Actually, I have had some of these LCWR congregations’ Sisters in my theology classes while working on my masters. Most were pleasant, charitable, kind. There were others who could be, for all their ‘affirmation’ of women, quite hostile towards Sisters in habit. One group in particular formed a clique, very anti-male, and very angry.
Yes, I am very well informed about LCWR, I have read their material, and I must respectfully disagree with you. Much of it seems quite schismatic. Without mentioning any names, I can state that there are a few presidents of LCWR who have made very shocking statements. I was particularly appalled when one of their presidents defended the Sisters who signed the New York times (pro abortion) ad in 1984 as a free speech issue.
The habit is a complex issue. These were the ordinary garb of the poor at a given time, in many cases. But, the various Third Order Regular Dominican, Franciscan, Carmelite, Augustinian congregations, which adopted the garb of the Second Order women, cannot lay claim to that theory.
Many, not a few, groups were founded wearing a uniform habit, whether based on widows’ weeds or not. It was understood that the members of the community all dressed alike, uniformly. Whether their clothing was all that removed from the average person’s clothing is another question. Some congregations left no doubt that they were consecrated people, for example the Sisters of Mercy. Very few congregations started out wearing no habit whatsoever. Mary Ward’s English Ladies, the pre French Revolution Sisters of St. Joseph, the Daughters of the Heart of Mary, the Missionaries of the Most Blessed Trinity, the Polish Sister Servants of Mary Immaculate are the only groups that come to mind immediately. The Congregation of the Holy Faith, founded by Margaret Aylward, did not wear a habit, but did have a uniform (which, I believe, the foundress did not wear).
Regarding the idea of teaching in middle or upper class schools, quite a few foundresses did open schools for these groups, either to finance other ventures, or because that was their original mandate. For example, Dr. Murray asked Mother Teresa Ball to begin the Irish Loreto Sisters to educate the daughters of the growing Catholic middle class of the time. Catherine McAuley also made foundations which catered to the middle or upper classes.
The issue of the habit will not go away. I do not believe your characterizations of religious are entirely accurate, or fair. For, if religious life as a distinct form of consecrated life is to exist, there are certain characteristics, or structures, if you will, that must support it.
Not all habitless religious are paragons of virtue, nor are all habited religious desperately clinging to the past. I know, I have a very dynamic former student who has just begun her novitiate in a recently founded Canadian group.
By the way, it is customary in respectful dialogue to refer to people by their correct titles, as in Archbishop Chaput.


Your task: In the entries below, find the lines that contain the word "circle" and copy them.

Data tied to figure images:
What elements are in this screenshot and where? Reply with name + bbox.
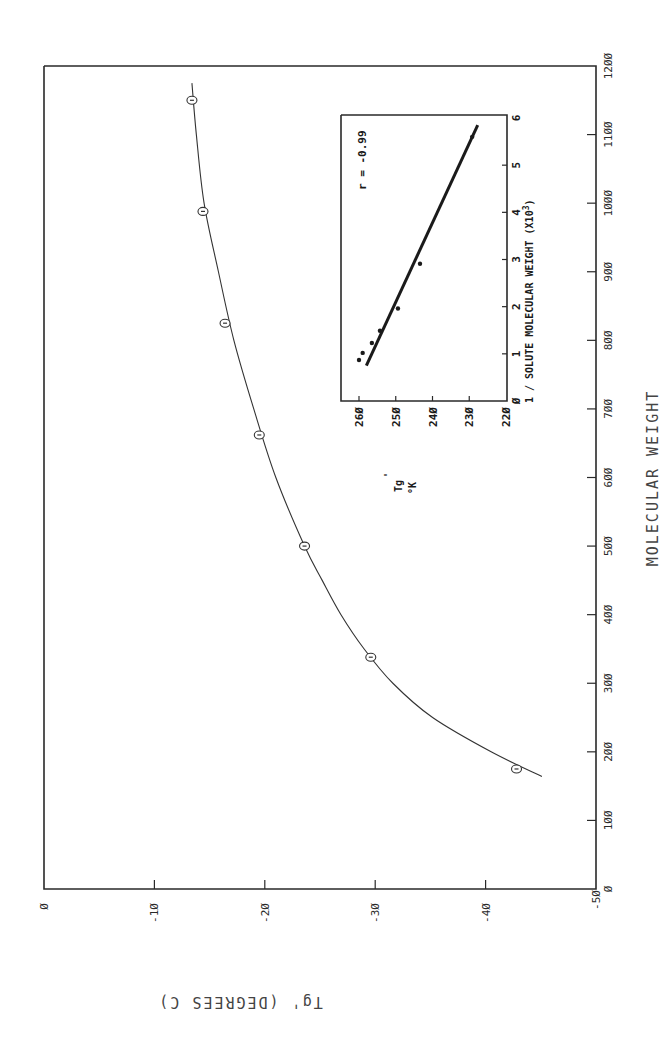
tick-label: 22Ø bbox=[500, 407, 513, 427]
inset-data-point bbox=[470, 135, 474, 139]
tick-label: 24Ø bbox=[427, 407, 440, 427]
inset-data-point bbox=[396, 306, 400, 310]
inset-data-point bbox=[357, 358, 361, 362]
tick-label: 5 bbox=[510, 162, 523, 169]
tick-label: 5ØØ bbox=[602, 536, 615, 556]
inset-x-axis-title: 1 / SOLUTE MOLECULAR WEIGHT (X103) bbox=[522, 199, 535, 403]
tick-label: 3 bbox=[510, 256, 523, 263]
tick-label: 12ØØ bbox=[602, 52, 615, 79]
inset-inverse-mw-axis-ticks: Ø123456 bbox=[502, 114, 523, 405]
tick-label: Ø bbox=[38, 903, 51, 910]
tick-label: -2Ø bbox=[259, 903, 272, 923]
tick-label: Ø bbox=[602, 885, 615, 892]
tick-label: 1ØØØ bbox=[602, 190, 615, 217]
main-plot: Ø-1Ø-2Ø-3Ø-4Ø-5Ø Ø1ØØ2ØØ3ØØ4ØØ5ØØ6ØØ7ØØ8… bbox=[38, 52, 615, 922]
svg-text:°K: °K bbox=[407, 482, 418, 494]
inset-data-point bbox=[370, 341, 374, 345]
tick-label: 4ØØ bbox=[602, 604, 615, 624]
tick-label: 6 bbox=[510, 114, 523, 121]
tick-label: 2ØØ bbox=[602, 742, 615, 762]
x-axis-title: MOLECULAR WEIGHT bbox=[644, 390, 662, 567]
tick-label: 1ØØ bbox=[602, 810, 615, 830]
molecular-weight-axis-ticks: Ø1ØØ2ØØ3ØØ4ØØ5ØØ6ØØ7ØØ8ØØ9ØØ1ØØØ11ØØ12ØØ bbox=[587, 52, 615, 892]
inset-data-point bbox=[418, 262, 422, 266]
tick-label: -1Ø bbox=[148, 903, 161, 923]
tick-label: -3Ø bbox=[369, 903, 382, 923]
tg-axis-ticks: Ø-1Ø-2Ø-3Ø-4Ø-5Ø bbox=[38, 880, 603, 923]
tick-label: 7ØØ bbox=[602, 399, 615, 419]
tick-label: 2 bbox=[510, 303, 523, 310]
tick-label: 3ØØ bbox=[602, 673, 615, 693]
svg-text:': ' bbox=[383, 472, 394, 478]
tick-label: 26Ø bbox=[353, 407, 366, 427]
tick-label: 11ØØ bbox=[602, 121, 615, 148]
inset-fit-line bbox=[366, 125, 477, 366]
correlation-annotation: r = -0.99 bbox=[356, 130, 369, 190]
inset-plot: 26Ø25Ø24Ø23Ø22Ø Ø123456 r = -0.99 1 / SO… bbox=[341, 114, 535, 494]
tick-label: 23Ø bbox=[463, 407, 476, 427]
tick-label: 8ØØ bbox=[602, 330, 615, 350]
svg-text:Tg: Tg bbox=[393, 480, 404, 492]
data-markers bbox=[187, 96, 522, 773]
tick-label: 9ØØ bbox=[602, 261, 615, 281]
tick-label: 6ØØ bbox=[602, 467, 615, 487]
inset-data-point bbox=[378, 329, 382, 333]
chart: Ø-1Ø-2Ø-3Ø-4Ø-5Ø Ø1ØØ2ØØ3ØØ4ØØ5ØØ6ØØ7ØØ8… bbox=[0, 0, 666, 1039]
tick-label: 25Ø bbox=[390, 407, 403, 427]
y-axis-title: Tg' (DEGREES C) bbox=[157, 993, 322, 1011]
inset-data-point bbox=[360, 351, 364, 355]
tick-label: 1 bbox=[510, 350, 523, 357]
tick-label: -4Ø bbox=[480, 903, 493, 923]
inset-y-axis-title: Tg ' °K bbox=[383, 472, 418, 494]
tick-label: Ø bbox=[510, 397, 523, 405]
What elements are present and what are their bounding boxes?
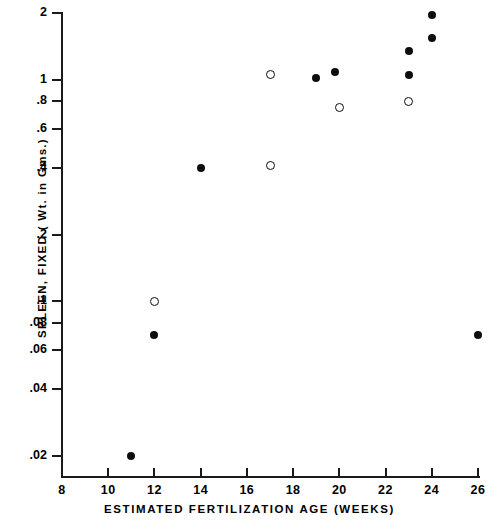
data-point-filled [331,68,339,76]
data-point-filled [428,34,436,42]
x-tick-label: 16 [227,483,267,497]
x-tick-mark [61,468,63,477]
y-tick-mark [52,12,61,14]
data-point-filled [405,71,413,79]
scatter-plot-figure: .02.04.06.08.1.2.4.6.812 810121416182022… [0,0,499,523]
data-point-open [335,103,344,112]
x-tick-label: 14 [181,483,221,497]
y-axis-line [61,12,63,478]
y-tick-mark [52,167,61,169]
y-axis-title: SPLEEN, FIXED ( Wt. in Gms.) [36,28,48,448]
y-tick-label: .02 [0,448,47,462]
x-axis-title: ESTIMATED FERTILIZATION AGE (WEEKS) [0,503,499,515]
data-point-filled [312,74,320,82]
y-tick-mark [52,100,61,102]
x-tick-mark [200,468,202,477]
x-tick-mark [246,468,248,477]
y-tick-label: 2 [0,5,47,19]
data-point-filled [127,452,135,460]
y-tick-mark [52,322,61,324]
y-tick-mark [52,234,61,236]
data-point-open [266,161,275,170]
data-point-filled [428,11,436,19]
x-tick-label: 22 [366,483,406,497]
x-tick-label: 10 [88,483,128,497]
x-tick-mark [292,468,294,477]
x-tick-mark [338,468,340,477]
x-tick-label: 18 [273,483,313,497]
data-point-filled [405,47,413,55]
x-tick-label: 24 [412,483,452,497]
x-tick-mark [477,468,479,477]
x-tick-mark [153,468,155,477]
data-point-filled [150,331,158,339]
x-axis-line [61,476,480,478]
y-tick-mark [52,300,61,302]
x-tick-mark [431,468,433,477]
data-point-open [150,297,159,306]
y-tick-mark [52,388,61,390]
y-tick-mark [52,349,61,351]
x-tick-label: 26 [458,483,498,497]
data-point-open [404,97,413,106]
x-tick-label: 12 [134,483,174,497]
x-tick-label: 20 [319,483,359,497]
x-tick-mark [107,468,109,477]
x-tick-label: 8 [42,483,82,497]
data-point-filled [197,164,205,172]
y-tick-mark [52,79,61,81]
y-tick-mark [52,128,61,130]
y-tick-mark [52,455,61,457]
data-point-open [266,70,275,79]
x-tick-mark [385,468,387,477]
data-point-filled [474,331,482,339]
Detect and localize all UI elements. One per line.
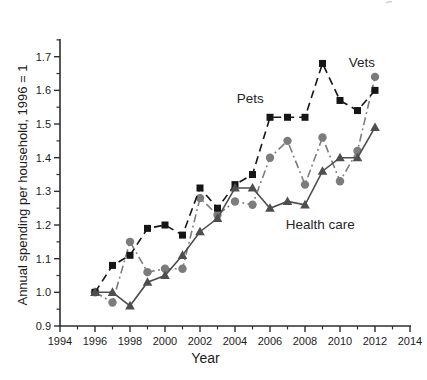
marker-circle-vets (371, 73, 379, 81)
marker-square-pets (127, 252, 134, 259)
marker-square-pets (319, 60, 326, 67)
y-tick-label: 1.1 (36, 253, 51, 265)
y-tick-label: 1.0 (36, 286, 51, 298)
marker-square-pets (302, 114, 309, 121)
x-axis-title: Year (0, 350, 411, 366)
marker-circle-vets (231, 197, 239, 205)
y-tick-label: 0.9 (36, 320, 51, 332)
y-tick-label: 1.3 (36, 185, 51, 197)
series-label-pets: Pets (237, 91, 264, 106)
marker-square-pets (267, 114, 274, 121)
marker-square-pets (372, 87, 379, 94)
x-tick-label: 2002 (188, 335, 212, 347)
y-tick-label: 1.5 (36, 118, 51, 130)
y-tick-label: 1.4 (36, 152, 51, 164)
marker-circle-vets (336, 177, 344, 185)
crop-artifact-mark (386, 2, 392, 3)
x-tick-label: 2000 (153, 335, 177, 347)
x-tick-label: 2014 (398, 335, 422, 347)
x-tick-label: 1994 (48, 335, 72, 347)
x-tick-label: 2004 (223, 335, 247, 347)
marker-square-pets (214, 205, 221, 212)
y-tick-label: 1.2 (36, 219, 51, 231)
marker-square-pets (109, 262, 116, 269)
x-tick-label: 2012 (363, 335, 387, 347)
marker-square-pets (162, 222, 169, 229)
marker-circle-vets (266, 153, 274, 161)
marker-circle-vets (301, 180, 309, 188)
line-chart-canvas: 1994199619982000200220042006200820102012… (0, 0, 427, 380)
marker-circle-vets (143, 268, 151, 276)
series-label-vets: Vets (349, 55, 376, 70)
marker-circle-vets (318, 133, 326, 141)
marker-circle-vets (248, 201, 256, 209)
marker-circle-vets (126, 238, 134, 246)
marker-square-pets (197, 184, 204, 191)
marker-square-pets (337, 97, 344, 104)
y-tick-label: 1.7 (36, 51, 51, 63)
y-tick-label: 1.6 (36, 84, 51, 96)
x-tick-label: 1998 (118, 335, 142, 347)
chart-figure: 1994199619982000200220042006200820102012… (0, 0, 427, 380)
marker-circle-vets (178, 265, 186, 273)
y-axis-title: Annual spending per household, 1996 = 1 (15, 60, 31, 310)
x-tick-label: 2008 (293, 335, 317, 347)
marker-square-pets (354, 107, 361, 114)
marker-square-pets (284, 114, 291, 121)
marker-triangle-health-care (195, 227, 205, 236)
marker-triangle-health-care (318, 166, 328, 175)
series-label-health-care: Health care (286, 217, 355, 232)
x-tick-label: 2010 (328, 335, 352, 347)
x-tick-label: 1996 (83, 335, 107, 347)
marker-circle-vets (283, 137, 291, 145)
marker-circle-vets (108, 298, 116, 306)
marker-square-pets (249, 171, 256, 178)
marker-square-pets (144, 225, 151, 232)
marker-square-pets (179, 232, 186, 239)
marker-triangle-health-care (283, 196, 293, 205)
marker-triangle-health-care (370, 122, 380, 131)
x-tick-label: 2006 (258, 335, 282, 347)
chart-line-pets (95, 63, 375, 292)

Answer to the exercise:
marker-circle-vets (371, 73, 379, 81)
marker-circle-vets (231, 197, 239, 205)
marker-circle-vets (336, 177, 344, 185)
marker-circle-vets (266, 153, 274, 161)
marker-circle-vets (301, 180, 309, 188)
marker-circle-vets (143, 268, 151, 276)
marker-circle-vets (318, 133, 326, 141)
marker-circle-vets (248, 201, 256, 209)
marker-circle-vets (126, 238, 134, 246)
marker-circle-vets (178, 265, 186, 273)
marker-circle-vets (283, 137, 291, 145)
marker-circle-vets (108, 298, 116, 306)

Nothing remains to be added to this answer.